Stored data entries
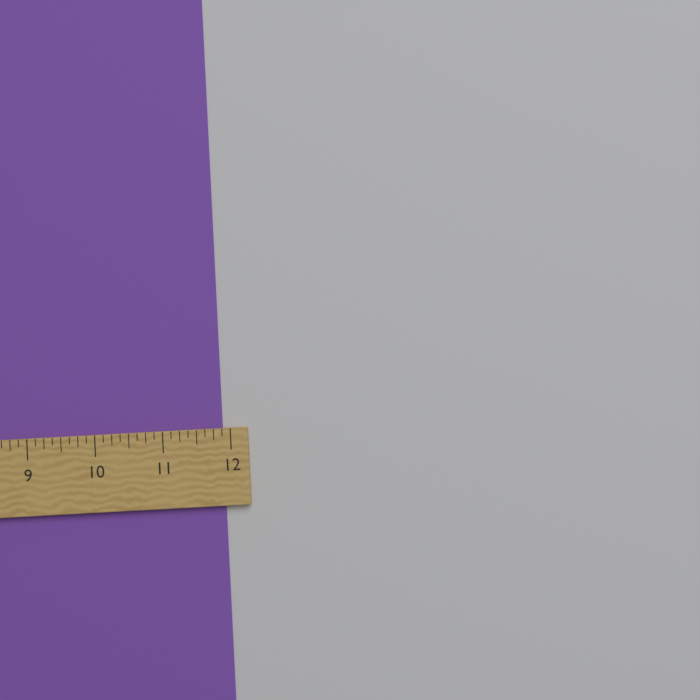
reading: 11.875 in
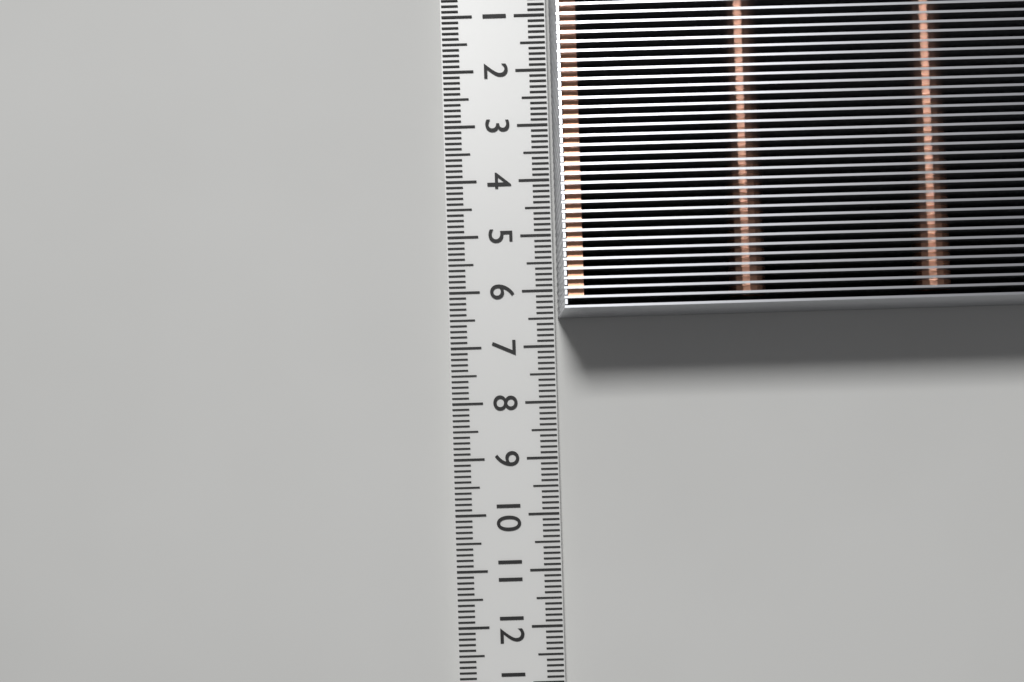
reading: 6.5 cm
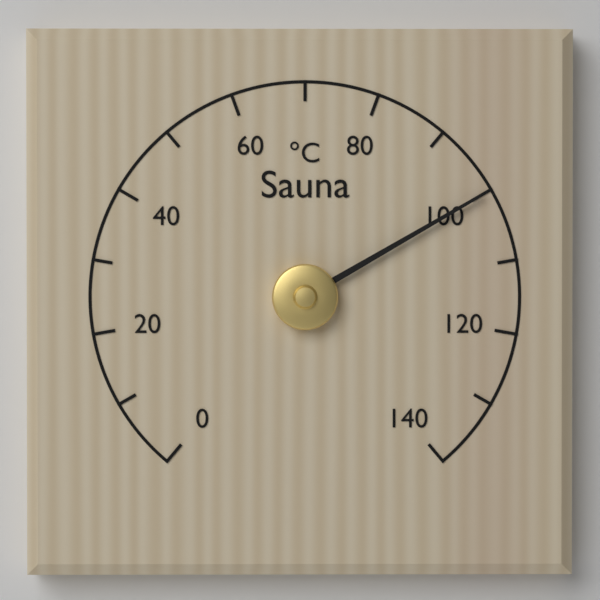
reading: 100 °C
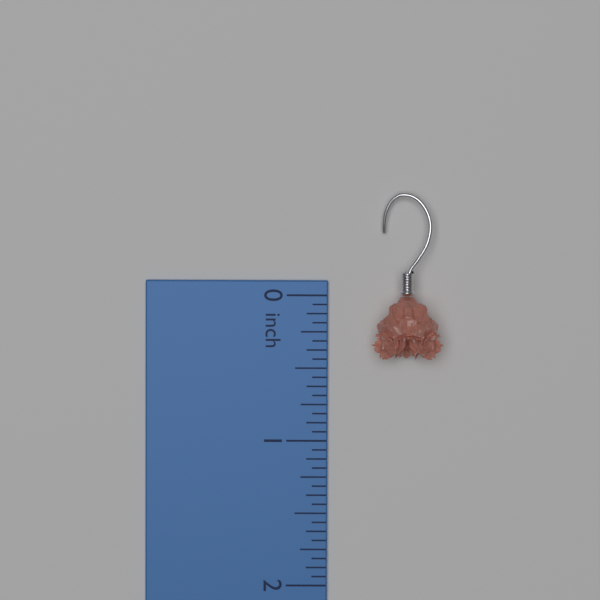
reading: 0.4375 inch
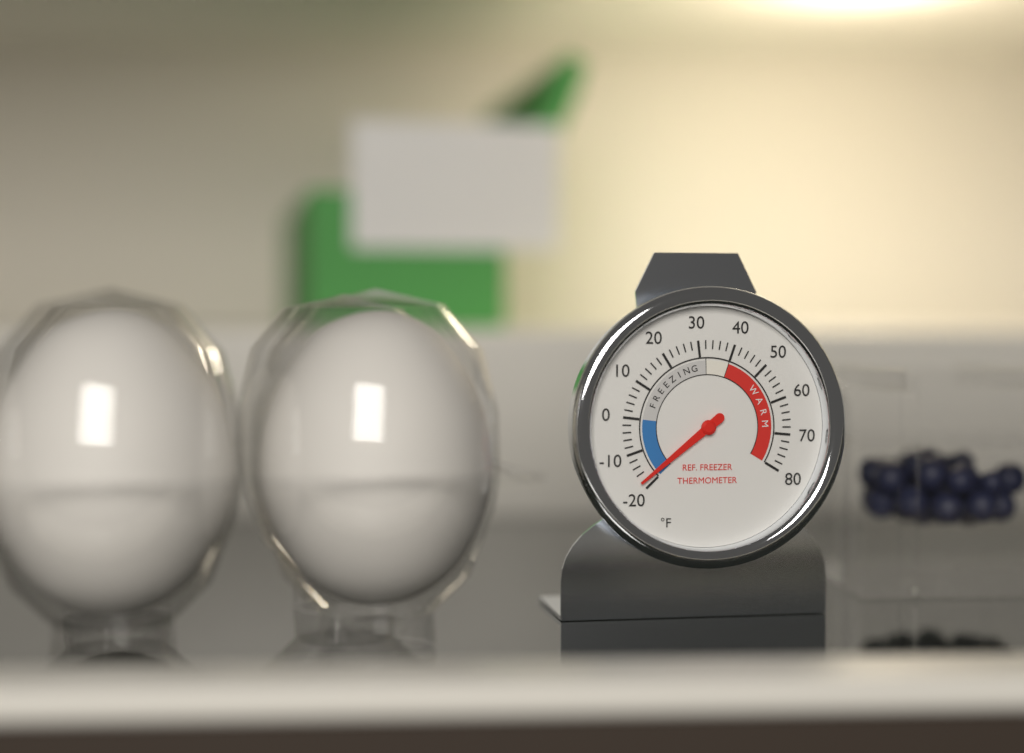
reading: -18 °F
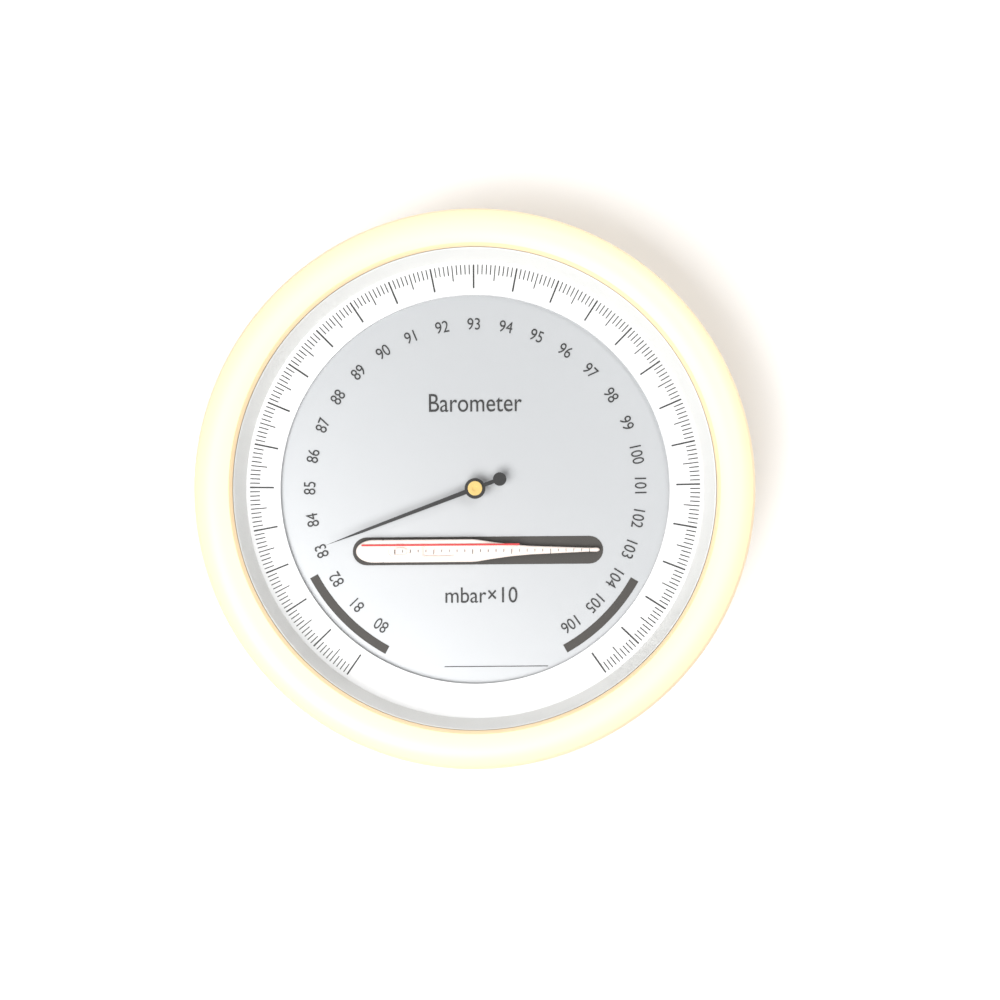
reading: 83.1 mbar×10
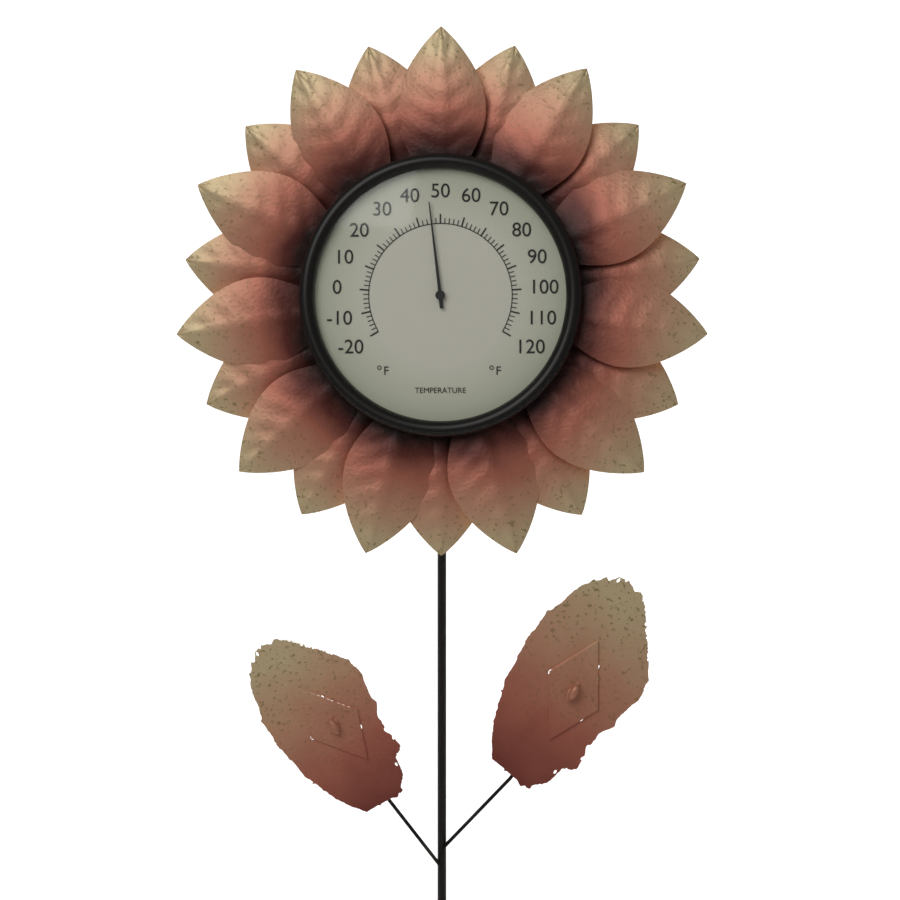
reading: 46 °F
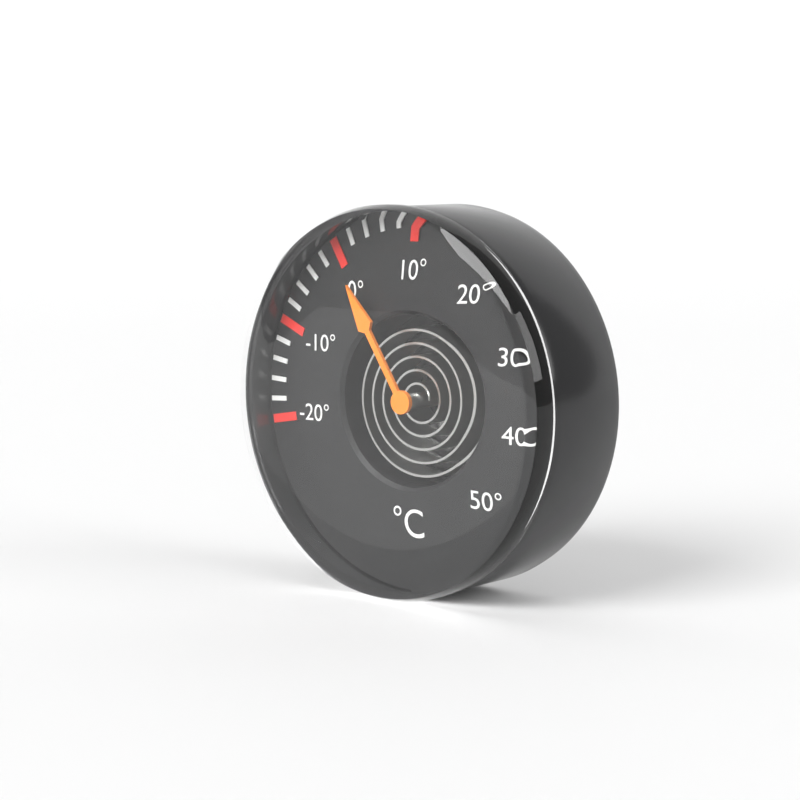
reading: 0 °C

» **Requirement**
Retype only the lines above from the one with "reading: 100 °C" through the last, both ends included, keeping every picture out of the copy.

» **Answer space**
reading: 100 °C
reading: 0.4375 inch
reading: -18 °F
reading: 83.1 mbar×10
reading: 46 °F
reading: 0 °C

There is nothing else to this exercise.